If you want to split bandwidth evenly across all of your protocols, you may
think that defining the same byte count will do the trick - this is wrong.
As a example consider the following :-
You have three protocols, with packet sizes of 500, 300 and 100 bytes
respectively. If you specify a byte counts of 200,200 and 200 for each queue
this configuration does not result in a 33/33/33 ratio. You get a ratio of
50/30/20. This is because when the router services the first queue it sends
a 500 bytes packet, second queue a 300 byte packet and third queue two 100
byte packets.
To get the bandwidth ratio's you require based on a given packet size for a
protcol requires some maths. Consider the following scenario. A network
administrator wants to allocate bandwidth to protocols A, B and C with 75%,
20% and 5% respectively. The average packet size for protocol A is 1024
bytes, protocol B is 512 bytes and protocol C is 800 bytes. To determine the
correct byte counts do the following :-
1) For each queue you want, divide the percentage of bandwidth you need to
allocate to the queue by the packet size in bytes.
70:1024, 20:512, 5:800 or
0.0683, 0.0390, 0.0062
2) Normalise the numbers by dividing each by the lowest number.
0.0683 \ 0.0062 = 11.01
0.0390 \ 0.0062 = 6.29
0.0062 \ 0.0062 = 1
3) A fraction in any of the ratio values means an additional packet send.
Round up the numbers to the next whole number to obtain the actual packet
output. Therefore here it will be 12, 7, 1
4) Convert the packet number ratio into byte counts by multiplying each
packet count by the corresponding packet size. Therefore, the number of
packets sent is twelve 1024-byte packets, seven 512-byte packets and one
800-byte packets or 12288, 3584, and 800 respectively. These are the byte
counts you would specify in your custom queueing configuration.

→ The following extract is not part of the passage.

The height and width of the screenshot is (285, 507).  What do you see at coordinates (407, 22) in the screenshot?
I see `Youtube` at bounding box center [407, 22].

5) To determine the bandwidth distribution this ratio represents, first
determine the total number of bytes after all three queues are services.
(12 x 1024) + (7 x 512) + (1 x 800) = 12228 + 3584 + 800 = 16612
6) To determine the percentage of the total number of bytes sent from each
queue :
12288\16612 = 73%
3584 \ 16612 = 21.6%
800 \ 16612 = 4.8%
This is fairly close to the ratio of 75:20:5.
7) If the actual bandwidth is not close enough to the desired bandwidth,
multiply the original ratio of 11.01 : 6.29 : 1 in step 2 by the best value,
in order to get the ratio as close three integer values as you can. This
multiplier does not have to be an integer itself.
Hope this helps you.
Andy
-----Original Message-----
From: Crystal Lee [mailto:crystaleeeeee@yahoo.com]
Sent: 12 March 2002 12:28
To: ccielab@groupstudy.com
Subject: CQ on Byte count
Hi everyone ,
I am trying to understand how byte count works on custom queuing. I have
checked the one on univeral CD but the example wasn't quite good. does
anyone have a better doc on byte count.